Associated Press
HOUSTON — Gwen Gray spent part of last November issuing big-money checks to laid-off Enron workers she thought were early severance settlements as the company teetered toward bankruptcy.
As it turned out, the payments were part of more than $100 million in retention bonuses issued to nearly 600 Enron workers deemed critical to keep the company afloat. She and thousands of others were laid off the day after Enron filed for bankruptcy Dec. 2 with a promise they each would receive $4,500.
"I had no idea that I was wielding the knife that would cut my own throat," Gray, 42, said Wednesday.
Gray joined the Rev. Jesse Jackson and other laid-off workers in front of the company’s downtown Houston headquarters Wednesday to demand that employees be given an average $20,000 to $30,000 each of them is owed under Enron’s severance pay policy.
"We’re here today to ask for relief — immediate relief," she said.
Jackson said officials recognize U.S. Bankruptcy Judge Arthur Gonzalez must approve any additional severance payments.

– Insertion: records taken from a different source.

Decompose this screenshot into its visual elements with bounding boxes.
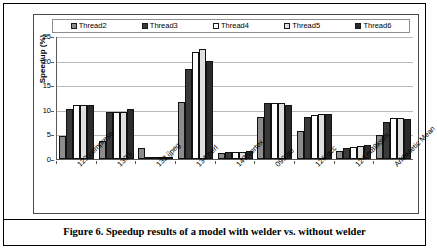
bar[interactable] [145, 157, 152, 159]
bar[interactable] [343, 148, 350, 159]
legend-swatch-icon [142, 23, 148, 29]
legend-swatch-icon [213, 23, 219, 29]
bar[interactable] [199, 49, 206, 159]
y-tick-mark [51, 62, 54, 63]
x-label-cell: 134.perl [175, 161, 215, 213]
x-tick-mark [56, 161, 57, 164]
x-tick-mark [334, 161, 335, 164]
x-tick-mark [175, 161, 176, 164]
bar-group [294, 37, 334, 159]
legend-label: Thread6 [363, 22, 391, 30]
legend-item-thread3[interactable]: Thread3 [142, 22, 178, 30]
x-label-cell: 099.go [254, 161, 294, 213]
y-tick-label: 20 [43, 58, 51, 66]
bar[interactable] [192, 52, 199, 159]
legend-item-thread4[interactable]: Thread4 [213, 22, 249, 30]
x-label-cell: 124.m88ksim [334, 161, 374, 213]
bar[interactable] [304, 117, 311, 159]
chart-legend: Thread2Thread3Thread4Thread5Thread6 [52, 19, 410, 33]
legend-label: Thread5 [292, 22, 320, 30]
x-tick-mark [135, 161, 136, 164]
x-label-cell: 130.li [96, 161, 136, 213]
y-tick-label: 15 [43, 82, 51, 90]
y-tick-mark [51, 135, 54, 136]
bars-layer [57, 37, 413, 159]
x-label-cell: 147.vortex [215, 161, 255, 213]
bar[interactable] [264, 103, 271, 159]
legend-swatch-icon [71, 23, 77, 29]
y-tick-label: 25 [43, 33, 51, 41]
x-label-cell: 129.compress [56, 161, 96, 213]
bar[interactable] [225, 152, 232, 159]
y-tick-mark [51, 111, 54, 112]
bar[interactable] [138, 148, 145, 159]
bar[interactable] [390, 118, 397, 159]
bar-group [136, 37, 176, 159]
figure-frame: Thread2Thread3Thread4Thread5Thread6 Spee… [3, 3, 426, 246]
y-axis: 0510152025 [34, 37, 54, 160]
chart-container: Thread2Thread3Thread4Thread5Thread6 Spee… [33, 14, 419, 214]
bar[interactable] [311, 115, 318, 159]
caption-divider [4, 219, 425, 220]
y-tick-label: 10 [43, 107, 51, 115]
bar[interactable] [178, 102, 185, 159]
bar-group [215, 37, 255, 159]
legend-swatch-icon [284, 23, 290, 29]
x-tick-mark [215, 161, 216, 164]
plot-area [56, 37, 413, 160]
x-label-cell: 132.ijpeg [135, 161, 175, 213]
x-label-cell: Arithmetic Mean [373, 161, 413, 213]
bar-group [176, 37, 216, 159]
legend-label: Thread2 [79, 22, 107, 30]
bar-group [57, 37, 97, 159]
bar[interactable] [73, 105, 80, 159]
bar-group [334, 37, 374, 159]
bar[interactable] [297, 131, 304, 159]
x-tick-mark [96, 161, 97, 164]
legend-item-thread5[interactable]: Thread5 [284, 22, 320, 30]
bar[interactable] [336, 151, 343, 159]
x-tick-mark [254, 161, 255, 164]
figure-caption: Figure 6. Speedup results of a model wit… [4, 226, 425, 237]
x-tick-mark [373, 161, 374, 164]
legend-label: Thread3 [150, 22, 178, 30]
bar[interactable] [218, 153, 225, 159]
bar[interactable] [350, 147, 357, 159]
legend-item-thread2[interactable]: Thread2 [71, 22, 107, 30]
x-axis: 129.compress130.li132.ijpeg134.perl147.v… [56, 161, 413, 213]
y-tick-mark [51, 160, 54, 161]
bar[interactable] [271, 103, 278, 159]
legend-swatch-icon [355, 23, 361, 29]
y-tick-mark [51, 86, 54, 87]
x-label-cell: 126.gcc [294, 161, 334, 213]
bar[interactable] [66, 109, 73, 159]
y-tick-mark [51, 37, 54, 38]
bar[interactable] [185, 69, 192, 159]
legend-label: Thread4 [221, 22, 249, 30]
x-tick-mark [294, 161, 295, 164]
legend-item-thread6[interactable]: Thread6 [355, 22, 391, 30]
bar[interactable] [59, 136, 66, 159]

Jackson said Enron should push for the payments, even though high-powered creditors are owed billions of dollars.
"Workers should be on the front side of recovery, not the back," he said.

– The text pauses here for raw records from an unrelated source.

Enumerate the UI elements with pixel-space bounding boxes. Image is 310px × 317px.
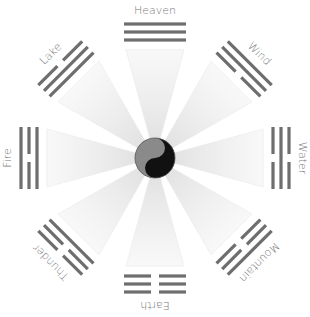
trigram-label: Thunder: [30, 241, 72, 283]
trigram-fire: Fire: [1, 127, 39, 189]
trigram-line-solid: [124, 22, 186, 25]
trigram-line-broken: [124, 282, 186, 285]
trigram-line-solid: [124, 30, 186, 33]
trigram-label: Heaven: [134, 4, 176, 17]
yin-yang-icon: [135, 138, 175, 178]
trigram-label: Mountain: [237, 240, 282, 285]
trigram-label: Earth: [140, 299, 170, 312]
trigram-label: Fire: [1, 148, 14, 168]
trigram-water: Water: [271, 127, 309, 189]
trigram-line-broken: [124, 290, 186, 293]
trigram-line-broken: [124, 274, 186, 277]
bagua-diagram: HeavenWindWaterMountainEarthThunderFireL…: [0, 0, 310, 317]
trigram-earth: Earth: [124, 274, 186, 312]
trigram-label: Water: [296, 142, 309, 175]
trigram-label: Lake: [37, 40, 64, 67]
trigram-line-broken: [27, 127, 30, 189]
trigram-line-broken: [287, 127, 290, 189]
trigram-line-solid: [19, 127, 22, 189]
bagua-svg: HeavenWindWaterMountainEarthThunderFireL…: [0, 0, 310, 317]
trigram-line-solid: [279, 127, 282, 189]
trigram-line-broken: [271, 127, 274, 189]
trigram-heaven: Heaven: [124, 4, 186, 42]
trigram-line-solid: [35, 127, 38, 189]
trigram-line-solid: [124, 38, 186, 41]
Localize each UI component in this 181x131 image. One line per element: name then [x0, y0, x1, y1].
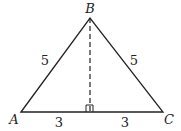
vertex-label-c: C — [164, 112, 174, 127]
base-label-right: 3 — [121, 115, 129, 130]
side-label-ab: 5 — [41, 53, 49, 68]
triangle-diagram: B A C 5 5 3 3 — [0, 0, 181, 131]
side-label-bc: 5 — [130, 53, 138, 68]
base-label-left: 3 — [55, 115, 63, 130]
vertex-label-a: A — [8, 112, 18, 127]
vertex-label-b: B — [84, 1, 95, 16]
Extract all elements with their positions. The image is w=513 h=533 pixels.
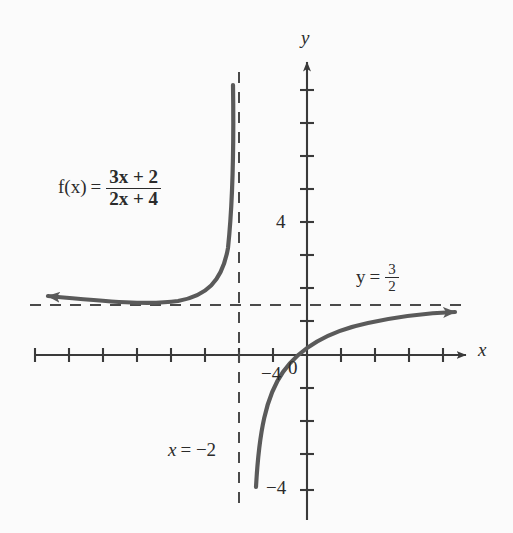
function-numerator: 3x + 2 — [106, 167, 161, 188]
graph-plot — [0, 0, 513, 533]
x-axis — [35, 348, 466, 362]
horizontal-asymptote-numerator: 3 — [385, 261, 399, 277]
horizontal-asymptote-variable: y — [356, 266, 366, 287]
x-tick-label-neg4: −4 — [261, 364, 281, 383]
horizontal-asymptote-label: y=32 — [356, 262, 400, 295]
function-expression-label: f(x)=3x + 22x + 4 — [58, 168, 162, 210]
y-axis-label: y — [301, 28, 309, 47]
vertical-asymptote-label: x= −2 — [168, 440, 220, 459]
origin-label: 0 — [288, 358, 298, 377]
horizontal-asymptote-denominator: 2 — [385, 277, 399, 294]
y-tick-label-neg4: −4 — [266, 478, 286, 497]
x-axis-label: x — [478, 340, 486, 359]
vertical-asymptote-value: = −2 — [176, 439, 220, 460]
function-fraction: 3x + 22x + 4 — [106, 167, 161, 209]
function-equals: = — [86, 176, 105, 197]
figure-canvas: y x −4 4 −4 0 x= −2 y=32 f(x)=3x + 22x +… — [0, 0, 513, 533]
y-tick-label-4: 4 — [276, 212, 286, 231]
function-name: f(x) — [58, 176, 86, 197]
function-denominator: 2x + 4 — [106, 188, 161, 210]
curve-right-branch — [256, 312, 455, 487]
y-axis — [300, 62, 314, 520]
horizontal-asymptote-fraction: 32 — [385, 261, 399, 294]
horizontal-asymptote-equals: = — [366, 266, 385, 287]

Enron representatives did not immediately return calls for comment.
Damon Silvers, a lawyer for the AFL-CIO, said the amount of severance depends on each employee’s length of service. He said officials estimate the 4,500 laid off workers are owed a combined $150 million, or as much as $30,000 each.
Individually, that’s much less than the $101 million in retention bonuses given to nearly 600 workers, Silvers said. Many of those were traders who went to work Monday for Swiss investment bank UBS Warburg, which acquired Enron’s trading operation earlier this month.
Silvers said officials hope Stephen Cooper, Enron’s interim chief executive hired last month to lead the company out of bankruptcy, will support the pleas for the severance payments.